My Blueberry Nights

As the extreme closeups of gooey ice cream melting into viscous blueberry pie made my pre-lunch stomach grumble, I thought at first that Wong Kar-Wai’s My Blueberry Nights would turn out to be a brave and somewhat unusual art-house film for foodies. Perhaps Wong Kar-Wai would at long last inform snobs of food and snobs of life that there was indeed good eating and good living to be found in the more populist corners of the earth.

But as the film played out, the film’s major flaw presented itself to me: everything about it is too close. The characters talk in restaurants, hotel rooms, casinos, and ancillary pit stops. But their backstories are as unnaturally vacant as the streets of New York. Wong Kar-Wai and co-writer Lawrence Block seem to prefer gushing monologues — such as one delivered by Rachel Weisz while she sits on a street curb — over the minute human moments one observes quite readily in a glance at a restaurant.

For example, we see David Straithairn playing an alcoholic by night and a dutiful cop who orders chicken steaks in a diner by day, but, outside of the tall and quiet grace that Straithairn brings to his performance, we never get a true sense of his inner turmoil, save through his tab of unpaid bills bar swinging as dutifully as the traffic signals in Memphis.

A concern for peripheral objects may work well for the rudderless drifters in a Haruki Murakami novel or the precision one finds celebrated within Nicholson Baker’s work, but this film is absolutely clumsy on this point. Wong Kar-Wai seems to want a highly stylized fantasy predicated upon a vaguely gritty (and thus audience-friendly) portrayal of American bars and diners. Something he doesn’t quite seem to understand. Presumably, this is why he hired Lawrence Block. But while Block brings his pork chop chops to an entertaining Nevada hustler played by Natalie Portman, Block ain’t exactly a guy who can bring a meet cute gravitas to a relationship between Jude Law and Norah Jones, particularly when the pie-lipped propinquity is hinged upon a borderline date rape denouement.

This film may be something of a gamble for Wong Kar-Wai, but the die is miscast. You simply don’t hire a hunky leading man like Jude Law to be a cafe proprietor. Not if you care about verisimilitude. Law is as flagrant as John Wayne’s Roman centurion supervising Christ’s execution in The Greatest Story Ever Told. The good people who work in the service sector remain largely anonymous, and it would have behooved Wong Kar-Wai to settle for a more interesting character actor in this part. And you don’t hire a doe-eyed cipher like Norah Jones to play a character who has no goal in life other than to work all the time and wander aimlessly around the States. Let me put it to you this way: The paint currently peeling outside my window has more personality than Norah Jones’s execrable Elizabeth, who learns nothing from being mugged on a subway or being dumped by her main man.

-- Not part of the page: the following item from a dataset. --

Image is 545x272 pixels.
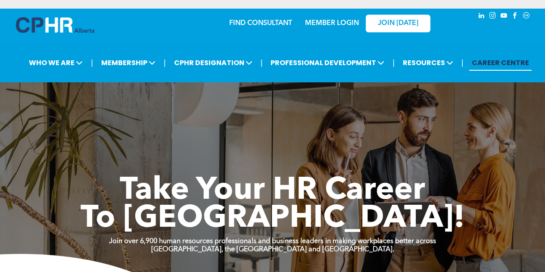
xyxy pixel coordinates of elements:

Law’s Jeremy has a jar in his cafe in which people deposit and pickup their keys. But Cameron Crowe was much better with this idea in Say Anything. At times, My Blueberry Nights was so humorless that I longed for John Cusack to emerge and say, “You must chill! I have hidden your keys.” Instead, we get pretentious lines like “If I throw these keys away, those doors could be closed forever.”

I should also observe that Darius Khondji’s cinematography is taken with doors. There are conversations in doors. A PULL sign on the door of a Memphis bar gets prominent coverage. If My Blueberry Nights doesn’t work as Food Network counterprogramming, then it will certainly excite any JELD-WEN employee who remains convinced that his hard work is a thankless job.

Of course, it isn’t all doors. Dark cars in the night are backlit by rain. There are limitless red and green neons. The film looks good, but it can’t transpose any of these intriguing symbols into the story. It’s a telling sign that moments in Elizabeth’s cross-country journey are interspersed with title cards such as DAY 57 — 1,120 MILES FROM NY. This is less a meaningful reference point and more of a Godard-like conceit.

Wong Kar-Wai is too great a fillmmaker for this. I’d hate to think that anyone unfamiliar with his work would sample this film first before Chungking Express, Happy Together, or 2046, all great films in which Wong Kar-Wai clearly found his thrill. But Blueberry, along with the remake of The Lady from Shanghai that’s purportedly in the works, suggests that Wong Kar-Wai is veering away from the distinctness that made him special. And if he isn’t careful, he may prove to be as ignored as the blueberry pie that sits uneaten in Jeremy’s cafe.

2 Comments

  1. This film put me in an unusual position: the pies made me really, really hungry, while Norah Jones’ performance made me lose my appetite. Or at least it would have were I not pregnant. And how lame that they used her music.

    In addition, the bloody noses were just ridiculous.